Speaker
Description
Degradation modelling based on stochastic processes has become a key tool in reliability analysis and condition-based maintenance of engineering systems. While a large body of literature addresses single-component systems, many practical assets consist of multiple components whose degradation processes are influenced by common environmental or operational factors. In such systems, component deterioration is often correlated, and maintenance decisions become particularly challenging when only partial information on the system state is available. This situation arises when some components can be directly inspected while others remain hidden or inaccessible, requiring maintenance policies that account for both dependence among components and incomplete state observability.
This paper investigates maintenance decision-making for a parallel two-component system in which one component is fully observable and the other is latent. The degradation of both components is modelled through stochastic degradation processes driven by a shared random effect, capturing the influence of unobserved environmental or operational conditions and inducing correlation between the two degradation trajectories. At inspection times, the degradation level of the observable component is perfectly known, whereas the state of the latent component must be inferred indirectly from the information provided by the observable one.
The system is assumed to operate over a finite time horizon with a single inspection and maintenance opportunity. At the inspection time, the decision-maker observes the degradation state of the accessible component and selects an optimal maintenance action. System failure is defined through a threshold-based degradation model, linking component deterioration to system lifetime.
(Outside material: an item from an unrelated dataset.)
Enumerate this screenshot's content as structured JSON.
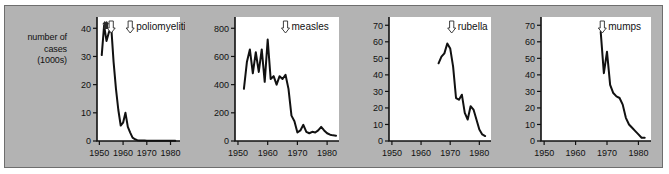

The objective is to determine the optimal inspection timing and the corresponding maintenance action that minimise the expected cost per unit of time over the system lifetime.
The analysis focuses on a one-inspection policy in order to clearly isolate and characterise the informational contribution of the observable component to the maintenance decision process. This modelling choice allows the role of correlation and partial observability in supporting optimal decisions to be examined in a transparent way. Nevertheless, restricting the number of inspection can also provide operational and/or economic benefits in some industrial applications (such as, for example, offshore energy or large-scale plants) where the mobilisation of specialised inspection teams and the downtime associated with maintenance interventions may justify policies with limited inspection opportunities.
Obtained results offer insights into the value of indirect information in condition-based maintenance policies.